Monday, May. 16, 1960

The Chummy Ambassador

Thomas Edward Whelan, 65, is a well-to-do, homespun North Dakota potato farmer and a power in his home state's politics. He has also been U.S. Ambassador to dictatorial Nicaragua for nine years--longer in one post than any other current U.S. ambassador and so long that he hardly seems the man for Washington's new policy of (as Richard Nixon put it) "a warm embrace for democratic leaders and a formal handshake for dictators."

Ever since Republican Whelan was appointed by Democrat Harry Truman in 1951,* Nicaragua has suited him.

With Whelan and the late Dictator Anastasio Somoza it was "Tommy" and "Tacho" from the start, and the friendship deepened as they partied, played poker, junketed around the country together. Tacho was shot and critically wounded by an assassin in 1956, and it was his friend Tommy Whelan who arranged to fly the dying dictator to a U.S. hospital in the Panama Canal Zone. He was succeeded by his sons, President Luis Somoza and Army Chief Anastasio ("Tachito") Somoza Jr.

Sometimes, in his plain North Dakota way, Whelan had tried to persuade old Tacho to allow Nicaragua a little democracy, but then he would quickly agree with Tacho that Nicaraguans were politically too immature for much freedom. Whelan claims a little more success with Luis and Tachito. After his father's death, Tachito was bent on killing the enemies of the Somozas when Ambassador Whelan convinced his friend that this might be going too far. He also encouraged Luis to put through a law prohibiting any member of the Somoza family from succeeding him to the presidency.

But in the eyes of the new generation of democrats come to power in the hemisphere in recent years, Nicaragua remains a sleepy dictatorship run chiefly to protect the estimated $60 million fortune (in sugar, coffee, shipping, cotton) that Tacho corruptly amassed while in power. To Nicaraguans, uncritically chummy Tom Whelan will always be identified with the Somozas and all their works.

* As a reward to North Dakota's maverick-Republican Senator, the late William ("Wild Bill") Langer, who cast a crucial vote against Senate investigation of alleged 1946 vote frauds in Truman's home town, Kansas City.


- WHAT TO PRODUCE
Please transcribe the data exactly, with nothing left out.

(Stored data entries)
===============
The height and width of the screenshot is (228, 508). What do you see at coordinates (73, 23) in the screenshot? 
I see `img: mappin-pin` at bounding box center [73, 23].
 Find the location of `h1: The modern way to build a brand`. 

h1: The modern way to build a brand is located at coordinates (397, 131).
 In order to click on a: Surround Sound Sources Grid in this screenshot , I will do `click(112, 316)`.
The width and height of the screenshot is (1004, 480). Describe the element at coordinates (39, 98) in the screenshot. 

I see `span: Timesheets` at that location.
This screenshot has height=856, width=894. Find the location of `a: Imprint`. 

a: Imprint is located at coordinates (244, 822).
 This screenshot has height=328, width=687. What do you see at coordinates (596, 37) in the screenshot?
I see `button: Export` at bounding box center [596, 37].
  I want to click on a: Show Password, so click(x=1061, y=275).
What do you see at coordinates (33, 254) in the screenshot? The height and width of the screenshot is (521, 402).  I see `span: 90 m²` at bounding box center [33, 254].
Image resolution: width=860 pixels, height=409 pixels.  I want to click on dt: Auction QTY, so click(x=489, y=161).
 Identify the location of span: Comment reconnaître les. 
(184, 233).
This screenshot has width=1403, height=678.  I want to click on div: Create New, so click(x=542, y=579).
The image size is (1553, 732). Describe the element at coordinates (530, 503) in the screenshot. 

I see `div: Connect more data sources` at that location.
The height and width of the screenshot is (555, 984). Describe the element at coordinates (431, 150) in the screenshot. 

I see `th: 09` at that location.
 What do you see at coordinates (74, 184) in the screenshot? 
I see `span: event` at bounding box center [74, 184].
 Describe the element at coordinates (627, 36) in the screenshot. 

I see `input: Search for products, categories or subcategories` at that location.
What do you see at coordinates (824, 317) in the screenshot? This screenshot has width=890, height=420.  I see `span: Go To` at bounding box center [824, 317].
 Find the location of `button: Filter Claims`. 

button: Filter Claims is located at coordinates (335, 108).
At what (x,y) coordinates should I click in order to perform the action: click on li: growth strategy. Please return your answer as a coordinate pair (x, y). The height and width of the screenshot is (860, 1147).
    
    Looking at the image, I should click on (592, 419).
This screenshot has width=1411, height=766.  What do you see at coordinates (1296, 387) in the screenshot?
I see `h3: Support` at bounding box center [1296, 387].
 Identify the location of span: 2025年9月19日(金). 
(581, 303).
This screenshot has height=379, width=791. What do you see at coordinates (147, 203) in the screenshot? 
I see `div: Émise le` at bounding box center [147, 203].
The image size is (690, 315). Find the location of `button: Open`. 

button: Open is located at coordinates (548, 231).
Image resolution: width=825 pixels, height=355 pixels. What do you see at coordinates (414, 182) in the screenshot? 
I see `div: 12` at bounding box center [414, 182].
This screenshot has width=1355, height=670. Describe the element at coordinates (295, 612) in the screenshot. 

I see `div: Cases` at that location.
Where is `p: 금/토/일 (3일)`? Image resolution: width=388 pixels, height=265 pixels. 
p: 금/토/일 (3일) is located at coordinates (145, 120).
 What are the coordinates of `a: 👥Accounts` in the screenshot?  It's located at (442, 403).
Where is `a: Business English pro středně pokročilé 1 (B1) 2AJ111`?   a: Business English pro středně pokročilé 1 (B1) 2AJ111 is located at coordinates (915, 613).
===============
- EXERCISE SOLUTION
The height and width of the screenshot is (228, 508). What do you see at coordinates (73, 23) in the screenshot? 
I see `img: mappin-pin` at bounding box center [73, 23].
 Find the location of `h1: The modern way to build a brand`. 

h1: The modern way to build a brand is located at coordinates (397, 131).
 In order to click on a: Surround Sound Sources Grid in this screenshot , I will do `click(112, 316)`.
The width and height of the screenshot is (1004, 480). Describe the element at coordinates (39, 98) in the screenshot. 

I see `span: Timesheets` at that location.
This screenshot has height=856, width=894. Find the location of `a: Imprint`. 

a: Imprint is located at coordinates (244, 822).
 This screenshot has height=328, width=687. What do you see at coordinates (596, 37) in the screenshot?
I see `button: Export` at bounding box center [596, 37].
  I want to click on a: Show Password, so click(x=1061, y=275).
What do you see at coordinates (33, 254) in the screenshot? The height and width of the screenshot is (521, 402).  I see `span: 90 m²` at bounding box center [33, 254].
Image resolution: width=860 pixels, height=409 pixels.  I want to click on dt: Auction QTY, so click(x=489, y=161).
 Identify the location of span: Comment reconnaître les. 
(184, 233).
This screenshot has width=1403, height=678.  I want to click on div: Create New, so click(x=542, y=579).
The image size is (1553, 732). Describe the element at coordinates (530, 503) in the screenshot. 

I see `div: Connect more data sources` at that location.
The height and width of the screenshot is (555, 984). Describe the element at coordinates (431, 150) in the screenshot. 

I see `th: 09` at that location.
 What do you see at coordinates (74, 184) in the screenshot? 
I see `span: event` at bounding box center [74, 184].
 Describe the element at coordinates (627, 36) in the screenshot. 

I see `input: Search for products, categories or subcategories` at that location.
What do you see at coordinates (824, 317) in the screenshot? This screenshot has width=890, height=420.  I see `span: Go To` at bounding box center [824, 317].
 Find the location of `button: Filter Claims`. 

button: Filter Claims is located at coordinates (335, 108).
At what (x,y) coordinates should I click in order to perform the action: click on li: growth strategy. Please return your answer as a coordinate pair (x, y). The height and width of the screenshot is (860, 1147).
    
    Looking at the image, I should click on (592, 419).
This screenshot has width=1411, height=766.  What do you see at coordinates (1296, 387) in the screenshot?
I see `h3: Support` at bounding box center [1296, 387].
 Identify the location of span: 2025年9月19日(金). 
(581, 303).
This screenshot has height=379, width=791. What do you see at coordinates (147, 203) in the screenshot? 
I see `div: Émise le` at bounding box center [147, 203].
The image size is (690, 315). Find the location of `button: Open`. 

button: Open is located at coordinates (548, 231).
Image resolution: width=825 pixels, height=355 pixels. What do you see at coordinates (414, 182) in the screenshot? 
I see `div: 12` at bounding box center [414, 182].
This screenshot has width=1355, height=670. Describe the element at coordinates (295, 612) in the screenshot. 

I see `div: Cases` at that location.
Where is `p: 금/토/일 (3일)`? Image resolution: width=388 pixels, height=265 pixels. 
p: 금/토/일 (3일) is located at coordinates (145, 120).
 What are the coordinates of `a: 👥Accounts` in the screenshot?  It's located at (442, 403).
Where is `a: Business English pro středně pokročilé 1 (B1) 2AJ111`?   a: Business English pro středně pokročilé 1 (B1) 2AJ111 is located at coordinates (915, 613).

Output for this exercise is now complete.